Like the Venetians, says Adams, the British laid the basis of their high fortune by piracy and slaving. Following the Spanish discovery of the Potosi mines, Sir Francis Drake and his followers robbed the Spanish fleet of a vast treasure. John Hawkins added to the flow of wealth by capturing the slave trade from the Spaniards and supplying the labour-hungry colonies in the West Indies. Together they monopolized Spanish silver and brought Elizabethan England to the status of a world power.
An expanding trade with the East gradually depleted this new supply of silver. The foundation of the Bank of England provided a temporary respite through the creation of paper but, by the middle of the eighteenth century, coin was again dangerously low. South American silver had been travelling steadily by way of Europe to India, where it accumulated in the vaults of the ruling princes. This flow was suddenly reversed when the East India Company, under the military leadership of Robert Clive, turned from trade to plunder. Millions of pounds were taken back to England, where they provided the financial impetus which led to the industrial revolution and the British Empire.
Adams realized that such massive military operations were extensions of the normal means whereby the moneyed classes maintained their power. One hopes that Adams compiled his own index, for it contains one of the books pithiest comments: War: see Police. Here lies another crucial difference which he sees between the Middle Ages and the ascendancy of the economic type:
Through this process the bourgeoisie gained another valuable monopolythat of physical force. The armed men whose salaries they paid protected their interests under the laws which they created. There were local pockets of resistance under surviving feudal lords, but these were gradually subdued. In the study of history, Adams thus provided a shift of focus from the succession of kings to the economic groups which used the monarchy as a means to centralization. The latter have been largely passed over, for, unlike a monarch, a bankers power was apt to be in inverse ratio to his notoriety. Fame and Glory are not words often heard in the Exchange.
If armed force is a monopoly, it can not only be used to protect vested interestsit can also be made to turn a profit. Since Adams wrote the Law, manipulation of international conflict has become a fine art. This demands a thesis in itself, but Pounds references to the practice deserve a brief mention.
'The Economics of Human Energy' in Brooks Adams, Ezra Pound, and Robert Theobald - by John Whiting, London University
An expanding trade with the East gradually depleted this new supply of silver. The foundation of the Bank of England provided a temporary respite through the creation of paper but, by the middle of the eighteenth century, coin was again dangerously low. South American silver had been travelling steadily by way of Europe to India, where it accumulated in the vaults of the ruling princes. This flow was suddenly reversed when the East India Company, under the military leadership of Robert Clive, turned from trade to plunder. Millions of pounds were taken back to England, where they provided the financial impetus which led to the industrial revolution and the British Empire.

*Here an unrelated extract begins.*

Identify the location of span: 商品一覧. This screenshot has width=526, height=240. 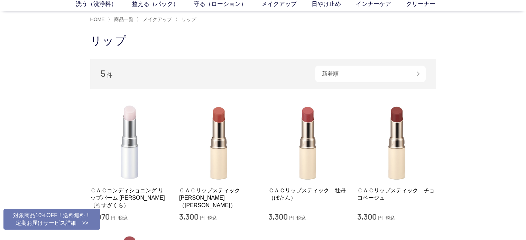
(124, 19).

Adams realized that such massive military operations were extensions of the normal means whereby the moneyed classes maintained their power. One hopes that Adams compiled his own index, for it contains one of the books pithiest comments: War: see Police. Here lies another crucial difference which he sees between the Middle Ages and the ascendancy of the economic type:
The basis of the secular society of the early Middle Ages was individual physical force. . . With the spread of the mercantile type, however, a change beganthe transmutation of physical force into money. Thus, from the time when the economic type had multiplied sufficiently to hire a police, the strength of the State came to depend on its revenue, and financiers grew to be the controlling element of civilization.
Through this process the bourgeoisie gained another valuable monopolythat of physical force. The armed men whose salaries they paid protected their interests under the laws which they created. There were local pockets of resistance under surviving feudal lords, but these were gradually subdued. In the study of history, Adams thus provided a shift of focus from the succession of kings to the economic groups which used the monarchy as a means to centralization. The latter have been largely passed over, for, unlike a monarch, a bankers power was apt to be in inverse ratio to his notoriety. Fame and Glory are not words often heard in the Exchange.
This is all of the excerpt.